Train Accident Put Idea Of Standard Time On Track
On a sunny Friday morning in August 1853, at Valley Falls station near Pawtucket, R.I., Frederick Putnam, the conductor on the southbound train to Providence, R.I., looked at his watch and saw he was late.
Ahead he could see the Boston switch, where northbound and southbound trains had to take turns using the same single-track line.
Putnam knew that in a few minutes a train would be coming north on the same track he had to use. He looked at his watch again. It showed that if he moved fast, he could get the train through.
Putnam gave the engineer the signal to start. The train built up speed, rounded a curve and came face to face with the northbound train running full throttle.
``The first car of the (Providence-bound) train was smashed to pieces, the tender having been driven through it,'' The Hartford Courant reported the next day. Fourteen people were killed and 60 injured, ``their limbs broken and their bodies battered.''
The synchronization of trains was becoming a precious, life-preserving commodity in the industrial 1850s. The year 1853 had brought 65 train wrecks and 176 deaths - more than twice the totals for the previous 20 years. By the time of the Pawtucket disaster, the public was getting sick of such carnage.
``This matter of time was absolutely crucial to the railroads,'' says William Andrewes, curator of Harvard University's Collection of Historical Scientific Instruments. ``Quite simply, the railroads had to, literally, buy time in order to prevent accidents.''
There was no standard time for the world, the United States or the region, and there were hundreds of variations in local time.
When it was noon in Washington, D.C., it was 12:23 and 58 seconds in Boston, 12:17 and 29 seconds in Hartford, Conn., and 12:16 and 30 seconds in New Haven. Railroads ran on the time of the city where the line's head offices were located, creating a tangle of schedules.
The conductors' watches, synchronized with watches in the station masters' offices, could, like Putnam's, register fatal inaccuracies.
``The Most Reliable Time,'' an exhibit at the instrument collection in Harvard's Science Center, displays an innovative link between 19th-century clockwork technology and astronomy - and between science and commerce - devised to try to synchronize time.
While the railroads were willing to pay to know the accurate time, William Cranch Bond, a Boston clockmaker and founder of the Harvard College Observatory, was willing to give it away.
Firm believers in the unity of commerce and science, Bond and his son, George, set up the first system of regional standard time in the world. And they did it more than a year before Greenwich, England, set up its own standard time system.
``Bond treated time as a public thing,'' says Carlene Stephens, who is writing a book on the Bonds and is a curator in the Division of Engineering and Industry at the Smithsonian's National Museum of American History.
Bond and other clockmakers would get the time by marking the precise moment that certain ``clock stars'' crossed the meridian - the imaginary line passing through the highest point of the heavens, marked by a cross hair in a telescope.
So clockmakers had to be astronomers, too, and for their observations and the quality of their clockwork devices, the Bonds won a tremendous reputation for accuracy.
The synchronization of time already had gone public to some extent. In some places, cannons were fired precisely at noon. In others, ``time balls'' were dropped. The balls fell from the towers of public buildings at a prearranged time so that every ship in port could adjust its chronometer accordingly.
But the railroads, which traveled at then-breathtaking speeds of 40 mph or more, needed more accurate readings, and needed them more frequently.
The answer lay in figuring out a way that accurate time could be delivered to a great many people all at once.
In 1844, Samuel F.B. Morse invented the telegraph, discovering that, by opening and closing electric circuits, he could send messages over wires.
Suddenly there was a way to get information instantly from one place to another.
This is where the Bonds got into the act, combining a telescope, a clock and a new kind of recording device: the drum chronograph.
The device was a metal drum about the size of a restaurant-sized can of pears. It was the world's first self-recording instrument, invented in Europe to measure the velocity of artillery shells.
A piece of paper was wrapped around the drum, which was slowly rotated by a clockwork mechanism. The same mechanism drew a glass pen filled with ink slowly across the paper surface, making a gradual spiral.
Nearby was a regulator clock. Inside the clock, as in all mechanical clocks of the period, was an escapement wheel: a toothed brass wheel designed to catch and release a horseshoe-shaped hook called an escapement. This mechanism - which makes the clock tick and tock - was powered by the force of weights and a swinging pendulum.
A dry-cell battery passed an electric current through the escapement. Each time the escapement and the escapement wheel came into contact, the electrical circuit was completed. Electricity passed through a wire from the clock to the drum chronograph, where it activated an electromagnet, which gave the glass pen a little jerk.
As the drum turned slowly, the ticking of the clock jerked a series of tiny V's. The result was a precise record of the time kept by the clock.
But another wire led to the electromagnet. It came from a telegraph key on a table next to a transit - a telescope used to observe the transit of clock stars across the meridian.
So the ticks and tocks of the clock could go wherever a telegraph wire could reach.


In the entries below, find the line with "You are a GUI" and the line with "This screenshot has height=423, width=458.". Return those two lines and all lines between them, exactly.

Data extract:
▬▬▬▬▬▬
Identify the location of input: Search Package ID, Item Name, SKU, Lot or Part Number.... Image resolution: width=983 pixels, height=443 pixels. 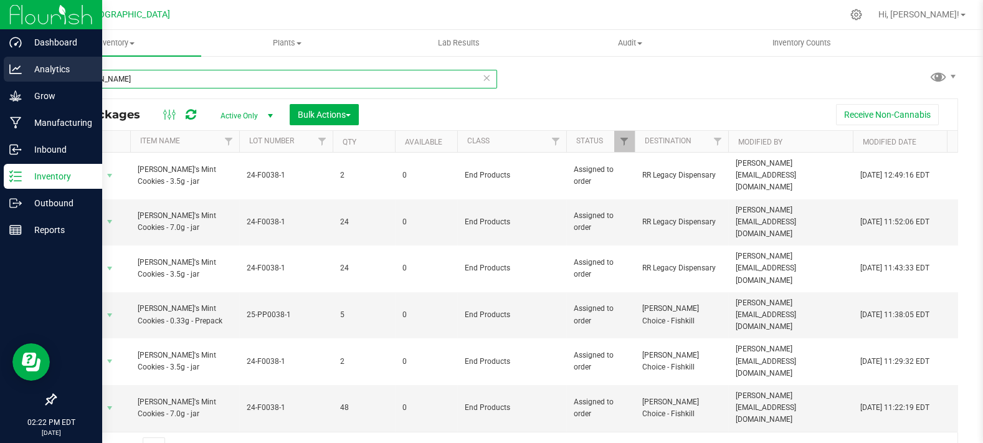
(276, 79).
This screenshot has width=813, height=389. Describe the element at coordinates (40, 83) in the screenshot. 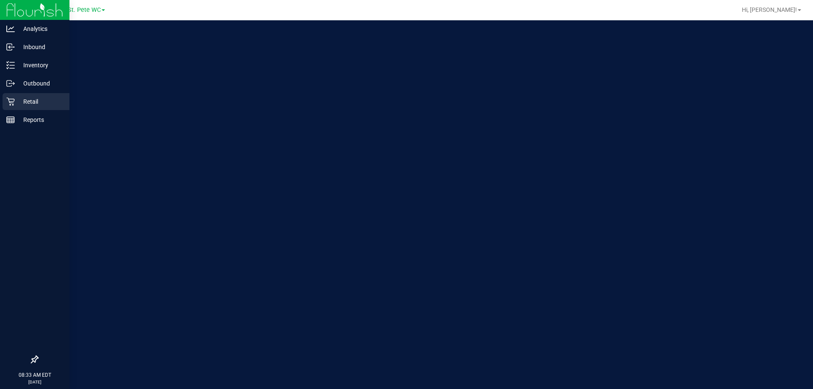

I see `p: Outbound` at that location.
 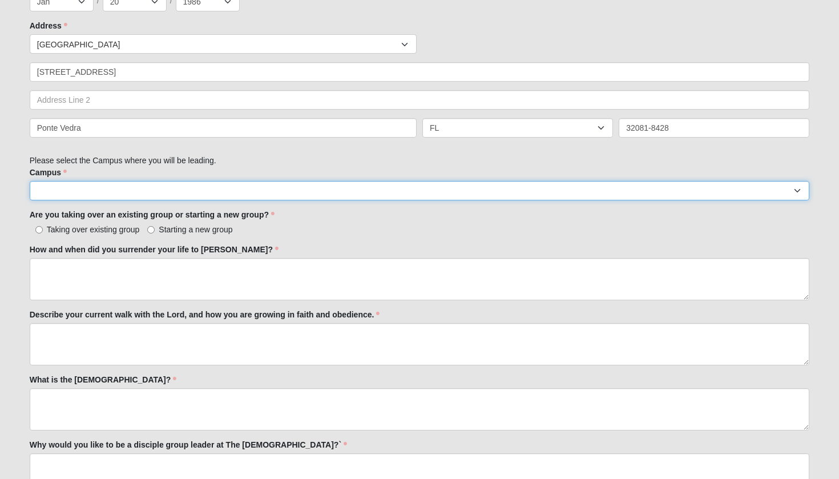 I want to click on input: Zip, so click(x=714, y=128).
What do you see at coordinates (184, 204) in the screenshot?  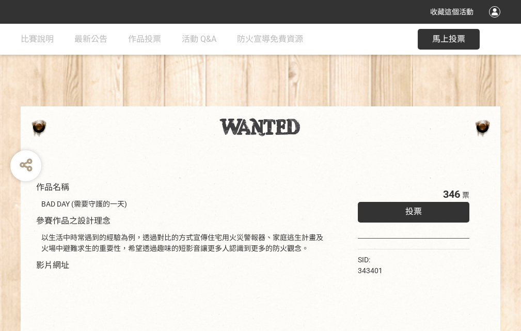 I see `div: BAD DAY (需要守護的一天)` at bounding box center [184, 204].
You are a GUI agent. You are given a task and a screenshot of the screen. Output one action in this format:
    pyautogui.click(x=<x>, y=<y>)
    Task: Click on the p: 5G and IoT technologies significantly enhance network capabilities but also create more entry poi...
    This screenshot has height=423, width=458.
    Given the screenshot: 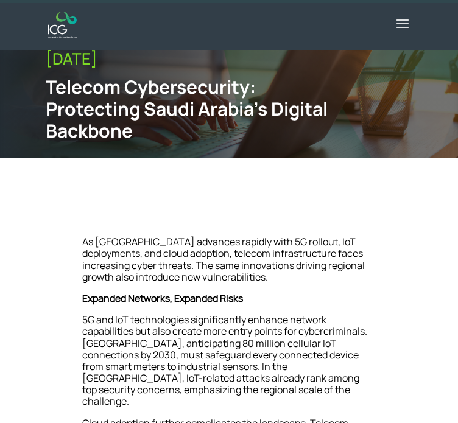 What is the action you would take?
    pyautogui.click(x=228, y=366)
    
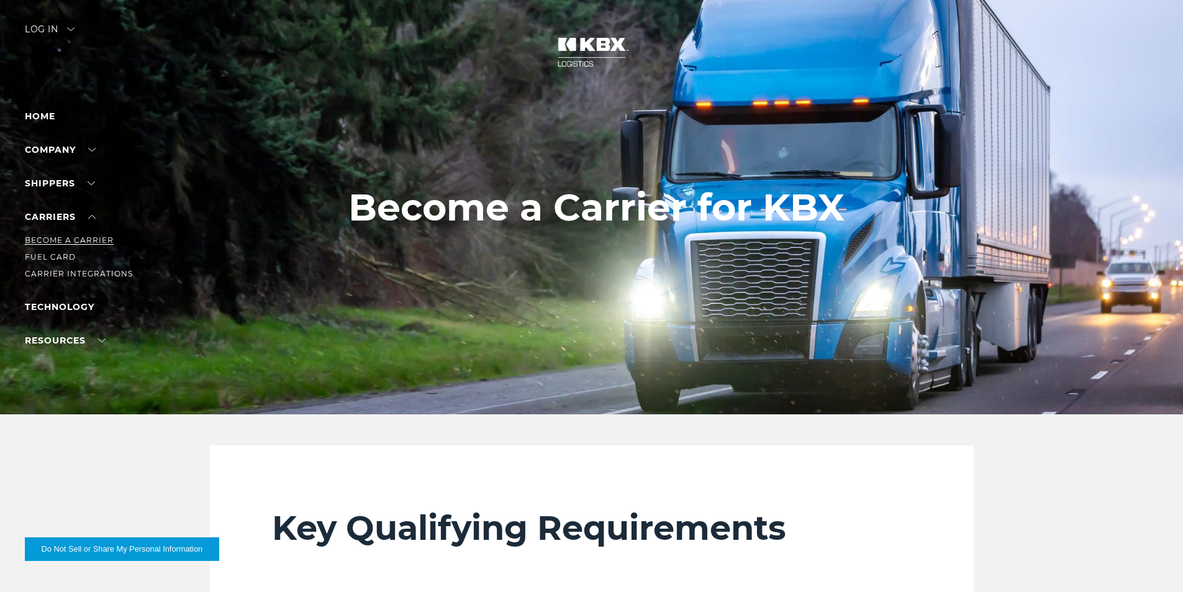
▬▬▬▬▬▬
Result for this exercise:
You are a GUI agent. You are given a task and a screenshot of the screen. Output one action in this format:
    pyautogui.click(x=<x>, y=<y>)
    Task: Click on the p: 5G and IoT technologies significantly enhance network capabilities but also create more entry poi...
    This screenshot has height=423, width=458.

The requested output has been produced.